Dáil debates

Tuesday, 31 January 2012

Private Members' Business. Small Primary Schools: Motion

 

7:00 pm

Photo of Éamon Ó CuívÉamon Ó Cuív (Galway West, Fianna Fail)

The fact is that in 2006, during the height of the Celtic tiger, the Minister of the day had €7.888 billion to deal with. Of that, a total of €1.673 billion was spent on primary school salaries. In 2012, the Minister's gross estimate is larger, at more than €8.62 billion, and the Minister has €2 billion for primary school salaries. Therefore, the Minister has a large pot to play with and the decisions the Minister has made are those he chose to make because this is the way he wishes to see the future. The Minister let the cat out of the bag when he issued the document before me on the night of the budget. It states clearly that the long-cherished dream of the Department of Education and Skills to amalgamate small schools has a champion in the Minister, who has no comprehension of the nature of rural society.

It is a conscious ploy to use the excuse of money to fulfil a policy that will destroy a good deal of the fabric of rural Ireland. Before I go into the main issue I wish to outline some of the sneaky cuts. I understand the Minister changed the rule on sharing learning support and resource teachers. The sensible thing to do in order to keep travelling down would be to allow schools to add learning support hours and resource teacher hours together and, perhaps, to have one teacher shared between two schools rather than two teachers shared between four schools. If there were any concerns for the carbon footprint, this represents the most bizarre proposal yet. There has been a change in the general allocation of learning support hours from being based on the number of pupils in a school to being based on the number of teachers, the result of which is to make it harder to keep the teachers and a double whammy effect on learning support hours.

Let us consider the main issue. What is the Minister trying to do? He is trying to hit rural communities, minority religion communities agus na ceantracha Gaeltachta. For some reason, these have been in the Minister's sights. At the same time, when one considers the Minister's budget, it appears the schools that escape the cuts are basically the large, advantaged schools throughout the country. The Minister has preserved and protected these. To ensure they suffer no cuts, the Minister has decided that rural schools should take the hit.

The Minister is entitled to make his policy and we are entitled to oppose it. I put it to the Minister that the anger in the rural communities is such that this will not be forgotten. This is seen by rural communities, for whom I have worked all my adult life, as a direct attack on their viability. The reality is that the Minister is trying to take small schools including two-teacher schools and make them into one-teacher schools. We all know that syndrome. When a school becomes a one-teacher school, the parents chose to send their children to the next two or three-teacher school and the one-teacher school closes. The idea is that amalgamations are voluntary but it is with a gun at one's back and one is told to walk.

If the Minister had consulted with any of us who have worked in rural development we could have told him that when one closes the small school, the community withers and dies. People will tend to live near to where there is a primary school. Therefore, the Minister is trying to force the closure or death of small communities throughout the country. If the Minister does not believe me, I will bring him to certain areas and I will show him what happened following the closure of schools in the 1960s and 1970s. We learned our lesson from that time and we know that where there is no school, there is no community and the community tends to go downhill.

The reason for doing this is rather bizarre. If there is a problem with education - the Minister has considerable problems - it is in the urban areas where the Minister has put in vast resources. As a result of spatial planning policies, the Government favours a scenario whereby everyone is urbanised. Areas of social deprivation then materialise with no value on education in them and where between 10% and 20% of the children get a third level education. If the Minister does not believe me because he comes from Dublin 4, I will show him parts of Dublin with which I am very familiar.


:: TASK DIRECTIONS ::
Reproduce the lines below exactly. Skip images.

**** RECORDS FOR THIS TASK

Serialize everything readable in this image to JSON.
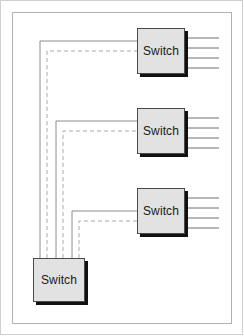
{
  "diagram": {
    "canvas": {
      "width": 244,
      "height": 336
    },
    "colors": {
      "background": "#ffffff",
      "outer_border": "#cfcfcf",
      "inner_border": "#b3b3b3",
      "box_fill": "#e2e2e2",
      "box_border": "#4a4a4a",
      "box_shadow": "#111111",
      "wire_solid": "#8c8c8c",
      "wire_dashed": "#a8a8a8",
      "port_line": "#6f6f6f",
      "label_text": "#1a1a1a"
    },
    "nodes": [
      {
        "id": "switch-top",
        "label": "Switch",
        "x": 137,
        "y": 28,
        "w": 48,
        "h": 46,
        "ports": 4
      },
      {
        "id": "switch-middle",
        "label": "Switch",
        "x": 137,
        "y": 108,
        "w": 48,
        "h": 46,
        "ports": 4
      },
      {
        "id": "switch-lower",
        "label": "Switch",
        "x": 137,
        "y": 188,
        "w": 48,
        "h": 46,
        "ports": 4
      },
      {
        "id": "switch-bottom",
        "label": "Switch",
        "x": 33,
        "y": 258,
        "w": 52,
        "h": 44,
        "ports": 0
      }
    ],
    "links": [
      {
        "id": "link-bottom-to-top-solid",
        "from": "switch-bottom",
        "to": "switch-top",
        "style": "solid",
        "path": "M 40 258 L 40 41 L 137 41"
      },
      {
        "id": "link-bottom-to-top-dashed",
        "from": "switch-bottom",
        "to": "switch-top",
        "style": "dashed",
        "path": "M 47 258 L 47 51 L 137 51"
      },
      {
        "id": "link-bottom-to-middle-solid",
        "from": "switch-bottom",
        "to": "switch-middle",
        "style": "solid",
        "path": "M 56 258 L 56 121 L 137 121"
      },
      {
        "id": "link-bottom-to-middle-dashed",
        "from": "switch-bottom",
        "to": "switch-middle",
        "style": "dashed",
        "path": "M 63 258 L 63 131 L 137 131"
      },
      {
        "id": "link-bottom-to-lower-solid",
        "from": "switch-bottom",
        "to": "switch-lower",
        "style": "solid",
        "path": "M 72 258 L 72 211 L 137 211"
      },
      {
        "id": "link-bottom-to-lower-dashed",
        "from": "switch-bottom",
        "to": "switch-lower",
        "style": "dashed",
        "path": "M 79 258 L 79 221 L 137 221"
      }
    ],
    "port_groups": [
      {
        "id": "ports-switch-top",
        "node": "switch-top",
        "x1": 185,
        "x2": 219,
        "ys": [
          38,
          48,
          58,
          68
        ]
      },
      {
        "id": "ports-switch-middle",
        "node": "switch-middle",
        "x1": 185,
        "x2": 219,
        "ys": [
          118,
          128,
          138,
          148
        ]
      },
      {
        "id": "ports-switch-lower",
        "node": "switch-lower",
        "x1": 185,
        "x2": 219,
        "ys": [
          198,
          208,
          218,
          228
        ]
      }
    ]
  }
}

********

:: COMPLETED TASK ::
Serialize everything readable in this image to JSON.
{
  "diagram": {
    "canvas": {
      "width": 244,
      "height": 336
    },
    "colors": {
      "background": "#ffffff",
      "outer_border": "#cfcfcf",
      "inner_border": "#b3b3b3",
      "box_fill": "#e2e2e2",
      "box_border": "#4a4a4a",
      "box_shadow": "#111111",
      "wire_solid": "#8c8c8c",
      "wire_dashed": "#a8a8a8",
      "port_line": "#6f6f6f",
      "label_text": "#1a1a1a"
    },
    "nodes": [
      {
        "id": "switch-top",
        "label": "Switch",
        "x": 137,
        "y": 28,
        "w": 48,
        "h": 46,
        "ports": 4
      },
      {
        "id": "switch-middle",
        "label": "Switch",
        "x": 137,
        "y": 108,
        "w": 48,
        "h": 46,
        "ports": 4
      },
      {
        "id": "switch-lower",
        "label": "Switch",
        "x": 137,
        "y": 188,
        "w": 48,
        "h": 46,
        "ports": 4
      },
      {
        "id": "switch-bottom",
        "label": "Switch",
        "x": 33,
        "y": 258,
        "w": 52,
        "h": 44,
        "ports": 0
      }
    ],
    "links": [
      {
        "id": "link-bottom-to-top-solid",
        "from": "switch-bottom",
        "to": "switch-top",
        "style": "solid",
        "path": "M 40 258 L 40 41 L 137 41"
      },
      {
        "id": "link-bottom-to-top-dashed",
        "from": "switch-bottom",
        "to": "switch-top",
        "style": "dashed",
        "path": "M 47 258 L 47 51 L 137 51"
      },
      {
        "id": "link-bottom-to-middle-solid",
        "from": "switch-bottom",
        "to": "switch-middle",
        "style": "solid",
        "path": "M 56 258 L 56 121 L 137 121"
      },
      {
        "id": "link-bottom-to-middle-dashed",
        "from": "switch-bottom",
        "to": "switch-middle",
        "style": "dashed",
        "path": "M 63 258 L 63 131 L 137 131"
      },
      {
        "id": "link-bottom-to-lower-solid",
        "from": "switch-bottom",
        "to": "switch-lower",
        "style": "solid",
        "path": "M 72 258 L 72 211 L 137 211"
      },
      {
        "id": "link-bottom-to-lower-dashed",
        "from": "switch-bottom",
        "to": "switch-lower",
        "style": "dashed",
        "path": "M 79 258 L 79 221 L 137 221"
      }
    ],
    "port_groups": [
      {
        "id": "ports-switch-top",
        "node": "switch-top",
        "x1": 185,
        "x2": 219,
        "ys": [
          38,
          48,
          58,
          68
        ]
      },
      {
        "id": "ports-switch-middle",
        "node": "switch-middle",
        "x1": 185,
        "x2": 219,
        "ys": [
          118,
          128,
          138,
          148
        ]
      },
      {
        "id": "ports-switch-lower",
        "node": "switch-lower",
        "x1": 185,
        "x2": 219,
        "ys": [
          198,
          208,
          218,
          228
        ]
      }
    ]
  }
}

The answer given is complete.